Shortest Way Home: One Mayor’s Challenge and
a Model for America’s Future by Pete Buttigieg
Liveright, 2019; 352 pp
Reviewed by Sarah J. Schlosser
In this political climate, Americans have heard all of the political rhetoric, and have seen a large number of not only Democratic presidential candidates in recent months, but have seen a large number of books about these candidates. Books about politicians that are written by the politician themselves or written with the help of another writer have been common for decades, and often read like an extended resume or social media post. But with South Bend, Indiana Mayor Pete Buttigieg’s memoir, Shortest Way Home, Buttigieg seems determined from page one to capture a genuine narrative. Buttigieg reveals himself to be a devotee of literature and history, and his prose reflects that, but he is also determined to paint a picture for the reader of South Bend and the citizens that contribute to its culture, taking the focus off of himself and looking at the world around him, wherever he ends up. Buttigieg does address his accomplishments throughout the book as a good candidate would, but he lends most of the credit for those accomplishments to the people who surround him and what they have taught him either through shared experience or through consultation and advice.
Learning is a central theme throughout Buttigieg’s life, initiated by his parents (who were faculty at Notre Dame University) and continually fostered by his classmates in South Bend, his classmates at Harvard, citizens around him after 9/11, and his campaign and analytical work. Buttigieg also relates his learning from economic downturn in his hometown after the closing of Studebaker plant in South Bend in the 1960’s and how that closing shaped South Bend’s mindset throughout his life. Buttigieg opens the book with quick origin story and then climbs into the biggest challenge for any upper Midwestern mayor: snow. How South Bend residents talk about snow, and how local officials deal with snow, are the prose poem Buttigieg uses to bring the reader up close to decision-making and empathy for life in a “flyover” state. Buttigieg’s lessons aren’t just social and experiential, however; he is also insatiably curious and heavily academic, eager to study historical warfare during a few minutes off duty in Afghanistan or ready to learn Arabic even before the tragedy of 9/11. Buttigieg’s description of learning is often even more impressive and breathtaking than what he is learning; his account of finally playing the piano part of Gershwin’s “Rhapsody in Blue” with the South Bend orchestra for a public performance after months of daily practice puts the reader right on the piano bench with him (even though at one point his excruciating political schedule causes him to fall asleep during one practice session, while he is playing). His learning of Arabic while at Harvard holds the same fascinating challenge:
It was hard…At first the English-speaking learner struggles to grab hold of something, since there are almost no similarities between our words and theirs. But after a year or two of learning, the structure of the language begins to unfold and reveal itself—and unlike almost any other language, you can derive most words you don’t know by using the words you do know…It all works by analogy: you can take the same changes for “cooking” to get the word for “kitchen.”
Buttigieg admits to a strong inclination toward analytics in the book, and his pattern-sorting is evident in his description of learning. But he also strives to find the humanity in the spaces that pure data cannot supply; recognizing that the learner is striving “to grab hold of” something to know of Arabic or in Gershwin’s music, Buttigieg recognizes and moves into the empathy needed to administer to humanity, to his constituents. When he recognizes that his love of analytics can take him only so far, he moves from lucrative management consulting to local public service, where he can apply data for the sake of efficiency, but strives to keep his humanity skills sharp with practicing personal vulnerability, aforementioned empathy, and the importance symbolism plays for his constituents.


**Task details**
Each entry must be restated word for word.

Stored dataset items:
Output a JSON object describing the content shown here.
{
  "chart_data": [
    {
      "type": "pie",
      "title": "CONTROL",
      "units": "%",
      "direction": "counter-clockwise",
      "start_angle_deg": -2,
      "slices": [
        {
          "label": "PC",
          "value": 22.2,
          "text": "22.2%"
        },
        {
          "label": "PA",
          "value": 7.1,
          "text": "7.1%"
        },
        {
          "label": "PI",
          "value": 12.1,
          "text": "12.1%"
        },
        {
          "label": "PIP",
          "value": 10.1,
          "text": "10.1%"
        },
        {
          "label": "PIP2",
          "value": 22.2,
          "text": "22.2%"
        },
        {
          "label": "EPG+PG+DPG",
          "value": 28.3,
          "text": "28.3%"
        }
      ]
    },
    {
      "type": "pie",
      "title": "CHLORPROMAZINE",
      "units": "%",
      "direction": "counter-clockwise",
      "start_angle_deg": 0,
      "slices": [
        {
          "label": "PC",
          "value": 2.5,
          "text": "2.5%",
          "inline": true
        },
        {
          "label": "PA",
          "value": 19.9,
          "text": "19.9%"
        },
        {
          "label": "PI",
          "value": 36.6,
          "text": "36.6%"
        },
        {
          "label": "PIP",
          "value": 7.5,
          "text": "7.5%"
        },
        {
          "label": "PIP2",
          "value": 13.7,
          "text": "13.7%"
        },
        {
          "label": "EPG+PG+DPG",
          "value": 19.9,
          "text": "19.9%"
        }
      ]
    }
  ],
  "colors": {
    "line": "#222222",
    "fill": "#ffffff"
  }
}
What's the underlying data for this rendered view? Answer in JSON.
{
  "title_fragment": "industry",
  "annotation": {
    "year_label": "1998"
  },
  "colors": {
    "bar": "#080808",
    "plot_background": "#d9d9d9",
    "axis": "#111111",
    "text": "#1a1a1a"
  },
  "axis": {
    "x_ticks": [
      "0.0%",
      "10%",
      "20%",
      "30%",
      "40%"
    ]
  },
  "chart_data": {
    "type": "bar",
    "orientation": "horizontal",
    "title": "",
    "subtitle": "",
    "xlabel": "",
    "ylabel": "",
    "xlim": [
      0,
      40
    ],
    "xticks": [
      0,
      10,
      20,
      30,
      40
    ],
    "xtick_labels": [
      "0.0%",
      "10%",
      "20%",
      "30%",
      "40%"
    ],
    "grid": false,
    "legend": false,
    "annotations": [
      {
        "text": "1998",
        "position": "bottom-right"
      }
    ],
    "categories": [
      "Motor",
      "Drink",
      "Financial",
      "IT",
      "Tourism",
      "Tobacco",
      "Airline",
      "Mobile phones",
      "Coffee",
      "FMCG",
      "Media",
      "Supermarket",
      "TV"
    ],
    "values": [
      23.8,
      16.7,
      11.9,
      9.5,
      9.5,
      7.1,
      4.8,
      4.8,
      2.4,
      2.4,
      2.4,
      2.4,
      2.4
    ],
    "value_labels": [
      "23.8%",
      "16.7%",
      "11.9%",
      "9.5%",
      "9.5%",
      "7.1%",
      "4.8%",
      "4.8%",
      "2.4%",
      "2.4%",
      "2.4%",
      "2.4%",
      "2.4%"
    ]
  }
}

**Task result**
Output a JSON object describing the content shown here.
{
  "chart_data": [
    {
      "type": "pie",
      "title": "CONTROL",
      "units": "%",
      "direction": "counter-clockwise",
      "start_angle_deg": -2,
      "slices": [
        {
          "label": "PC",
          "value": 22.2,
          "text": "22.2%"
        },
        {
          "label": "PA",
          "value": 7.1,
          "text": "7.1%"
        },
        {
          "label": "PI",
          "value": 12.1,
          "text": "12.1%"
        },
        {
          "label": "PIP",
          "value": 10.1,
          "text": "10.1%"
        },
        {
          "label": "PIP2",
          "value": 22.2,
          "text": "22.2%"
        },
        {
          "label": "EPG+PG+DPG",
          "value": 28.3,
          "text": "28.3%"
        }
      ]
    },
    {
      "type": "pie",
      "title": "CHLORPROMAZINE",
      "units": "%",
      "direction": "counter-clockwise",
      "start_angle_deg": 0,
      "slices": [
        {
          "label": "PC",
          "value": 2.5,
          "text": "2.5%",
          "inline": true
        },
        {
          "label": "PA",
          "value": 19.9,
          "text": "19.9%"
        },
        {
          "label": "PI",
          "value": 36.6,
          "text": "36.6%"
        },
        {
          "label": "PIP",
          "value": 7.5,
          "text": "7.5%"
        },
        {
          "label": "PIP2",
          "value": 13.7,
          "text": "13.7%"
        },
        {
          "label": "EPG+PG+DPG",
          "value": 19.9,
          "text": "19.9%"
        }
      ]
    }
  ],
  "colors": {
    "line": "#222222",
    "fill": "#ffffff"
  }
}
What's the underlying data for this rendered view? Answer in JSON.
{
  "title_fragment": "industry",
  "annotation": {
    "year_label": "1998"
  },
  "colors": {
    "bar": "#080808",
    "plot_background": "#d9d9d9",
    "axis": "#111111",
    "text": "#1a1a1a"
  },
  "axis": {
    "x_ticks": [
      "0.0%",
      "10%",
      "20%",
      "30%",
      "40%"
    ]
  },
  "chart_data": {
    "type": "bar",
    "orientation": "horizontal",
    "title": "",
    "subtitle": "",
    "xlabel": "",
    "ylabel": "",
    "xlim": [
      0,
      40
    ],
    "xticks": [
      0,
      10,
      20,
      30,
      40
    ],
    "xtick_labels": [
      "0.0%",
      "10%",
      "20%",
      "30%",
      "40%"
    ],
    "grid": false,
    "legend": false,
    "annotations": [
      {
        "text": "1998",
        "position": "bottom-right"
      }
    ],
    "categories": [
      "Motor",
      "Drink",
      "Financial",
      "IT",
      "Tourism",
      "Tobacco",
      "Airline",
      "Mobile phones",
      "Coffee",
      "FMCG",
      "Media",
      "Supermarket",
      "TV"
    ],
    "values": [
      23.8,
      16.7,
      11.9,
      9.5,
      9.5,
      7.1,
      4.8,
      4.8,
      2.4,
      2.4,
      2.4,
      2.4,
      2.4
    ],
    "value_labels": [
      "23.8%",
      "16.7%",
      "11.9%",
      "9.5%",
      "9.5%",
      "7.1%",
      "4.8%",
      "4.8%",
      "2.4%",
      "2.4%",
      "2.4%",
      "2.4%",
      "2.4%"
    ]
  }
}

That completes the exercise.